Editorial: Share and Share Alike
Other segments of foodservice could teach chains a lot about support.
By Mary Boltz Chapman, Editor-in-Chief -- Chain Leader, 3/1/2006
I recently participated in judging the International Foodservice Manufacturers Association’s Silver Plate Awards. It’s an interesting and thorough process: Foodservice operators in nine segments are nominated based on their menu innovation, human-resources practices, operations and results, and industry leadership. The panel of judges is comprised of the previous year’s winners and trade-press editors. After narrowing the field to the top operators in each segment, we gather to discuss the entries and advocate for our favorites, then elect a winner.
Leading Institutions
Because my knowledge of some of the categories is limited, I depend on this forum to teach me about the nominees beyond what’s on the entry forms so I can make an educated decision. I’m particularly interested in the opinion of last year’s winner in a given segment.
What I find interesting about those in the noncommercial segments like health care and colleges is how often the judges from those segments know the nominees well and have toured their operations. When someone has a great retail program that is building incremental sales in, say, one of their dormitories, they share how they did it with other university foodservice operators. If a hospital foodservice director is serving meals room-service-style within 40 minutes of a patient’s ordering it, other health-care operators are usually welcome to observe the system.
Chains can learn from that.
Share the Wealth
No, I don’t think you should invite all your competitors in the next time you roll out a better way to expedite takeout orders. The noncommercial operators are not generally competing directly against one another, whereas chains certainly are.
But there are ways to share experience with each another for the benefit of the industry in general. A good example of that is diversity. Many chains support organizations like the Women’s Foodservice Forum and MultiCultural Foodservice & Hospitality Alliance.
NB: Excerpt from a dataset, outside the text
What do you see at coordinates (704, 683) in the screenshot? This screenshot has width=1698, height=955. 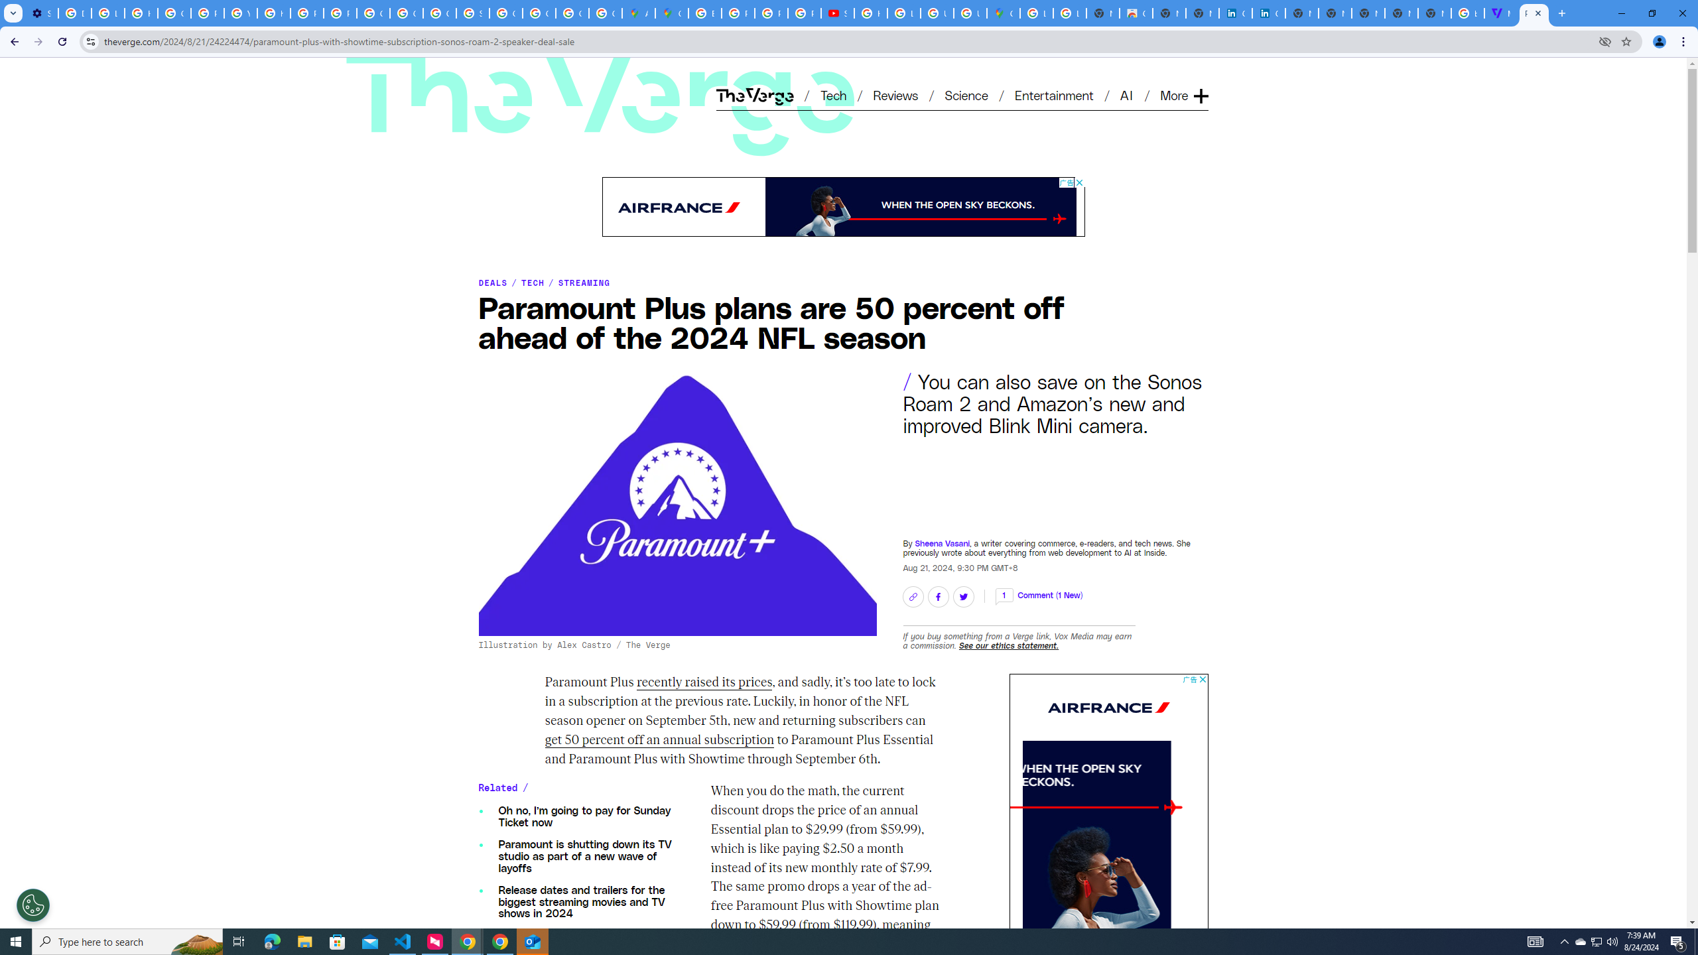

Those who do know that there’s a competitive advantage to hiring and promoting women and minorities throughout the company. They could keep the methods they’ve used to ensure inclusion to themselves. But most of those progressive companies are happy to share their success because it benefits the whole industry.
Another example is food safety. I have never spoken to a restaurant executive in charge of quality and food safety who wasn’t a strong advocate. On the other hand, I have come across media machines within chains who wouldn’t allow access to their food-safety people. If there ever was a topic that should never be supressed due to “competitive issues,” this is it. Would they claim, “My restaurant is safer than yours”?
Our industry offers many outlets to share ideas and best practices. We have a wide range of industry magazines, all of which fill their pages with operators’ successful ideas. There are dozens of gatherings, from the wide-ranging to the tightly focused, both formal and informal. A growing number of Web-based forums let operators pick each other’s brains online.
If you’re not taking advantage of learning all you can from other chain operators and sharing your own knowledge, you’re missing a lot of opportunity. And you may never be discussed at the Silver Plate judging.